5 1.4.3 The processor s instruction set show understanding that the set of instructions are grouped into instructions for: 200 IN 201 ADD CMP JAE JB OUT IN is input instruction that stores input character into accumulator ADD 206 This instruction performs arithmetic operation. It adds data in address 206 with data in accumulator. While execution, since operand part is address, it is copied in MAR. Contents of address 206, i.e. 25, is copied to MBR and finally added with contents of accumulator. CMP #50 This instruction is compare instruction. It compares contents of accumulator with number 50 JAE 210 It is conditional jump instruction. Its meaning is to goto address 210 if above condition is above or equals to 50
6 JB 220 It is conditional jump instruction. Its meaning is to goto address 220 if above condition is below 50. modes of addressing: immediate, direct, indirect, indexed, relative Immediate addressing There is no address as such involved. The operand is an actual number. Consider the assembly language instruction: LDM #35 This instruction means to load actual value 35 to accumulator. Hash symbol is used to clarify that this is an immediate value although this is already clear from the LDM mnemonic. Direct addressing Operand part of instruction is not immediate value, but it is address. e.g: LDD 158 This instruction means copy contents of memory address 158 to the accumulator. Indirect Addressing With this type of addressing, the address of the data in memory is held in another memory location, and the operand of the instruction holds the address of this memory location. It means that the address to be used is at the given address. E.g: LDI 158 This instruction means goto address 158, the contents of address 155 is forwarding address, now finally goto this forwarding address and load contents of it in accumulator. Indexed addressing: This assumes that the processor has a special purpose register called the Index Register (IR). Here address to be accessed in memory is calculated by adding operand address of instruction with address held in index register.

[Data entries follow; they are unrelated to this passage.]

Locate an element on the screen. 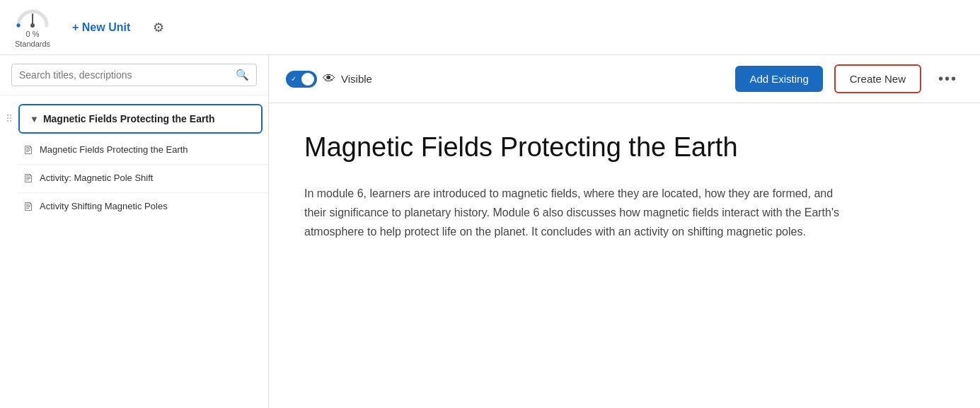 The width and height of the screenshot is (980, 408). unit-title: Magnetic Fields Protecting the Earth is located at coordinates (129, 119).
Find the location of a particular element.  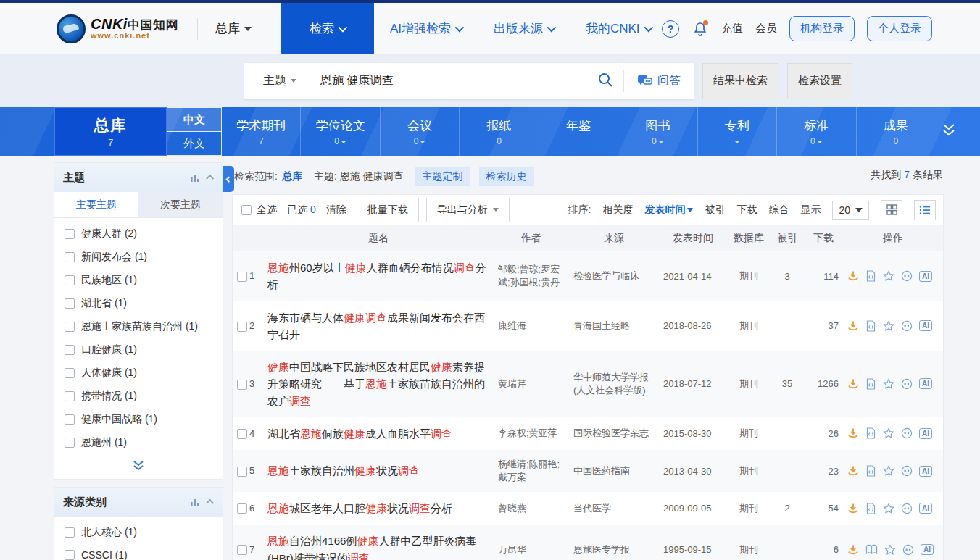

filter-item: 恩施土家族苗族自治州 (1) is located at coordinates (138, 327).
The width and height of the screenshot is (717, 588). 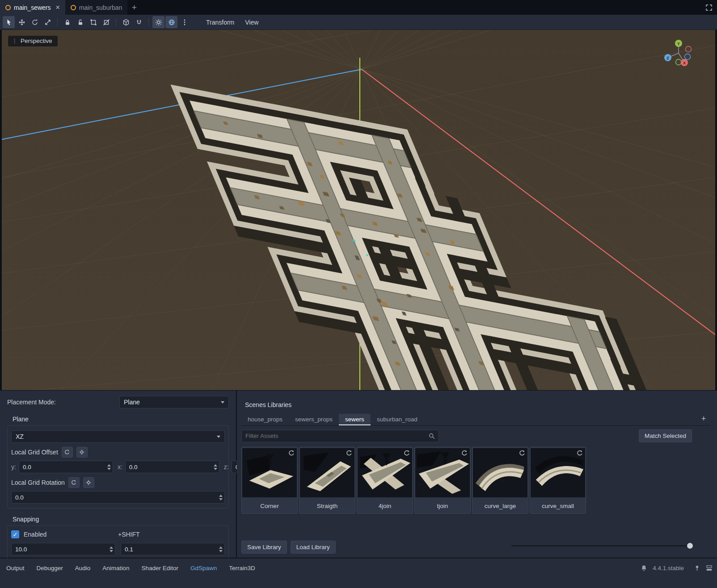 I want to click on scene-tab-bar: main_sewers × main_suburban +, so click(x=358, y=7).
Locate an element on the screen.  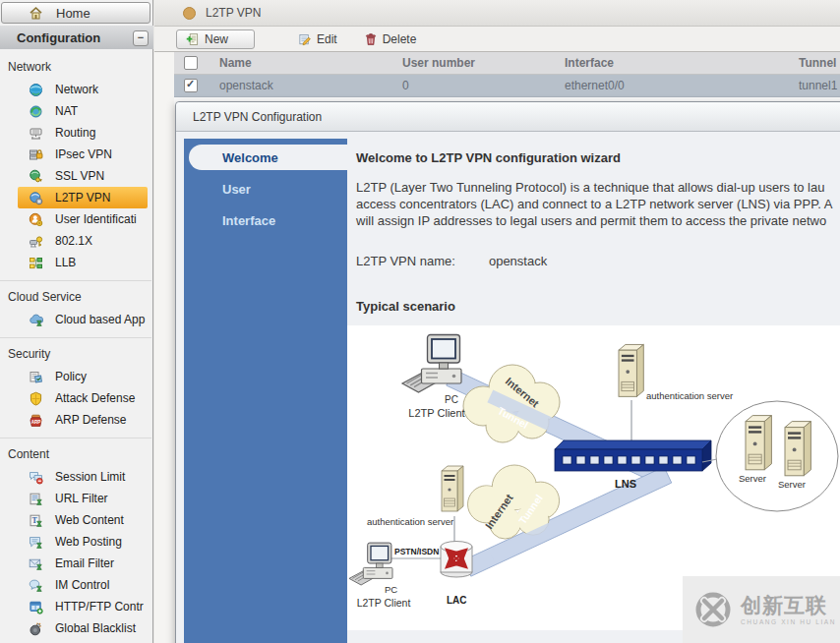
sidebar-item: HTTP/FTP Contr is located at coordinates (83, 607).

Relative addressing This type of addressing is often used in branch instructions to specify where the next instruction is located relative to the instruction whose address is held in the PC. e.g: LDR +95 This instruction means copy contents of the memory address 95 locations further on from the location containing this instruction. Workout value of accumulator from the following diagram as per the instructions in the questions followed. a) LDD 101 b) LDI 101 c) LDX 101, where IR is
7 d) LDR +5, if previous instruction was as in c).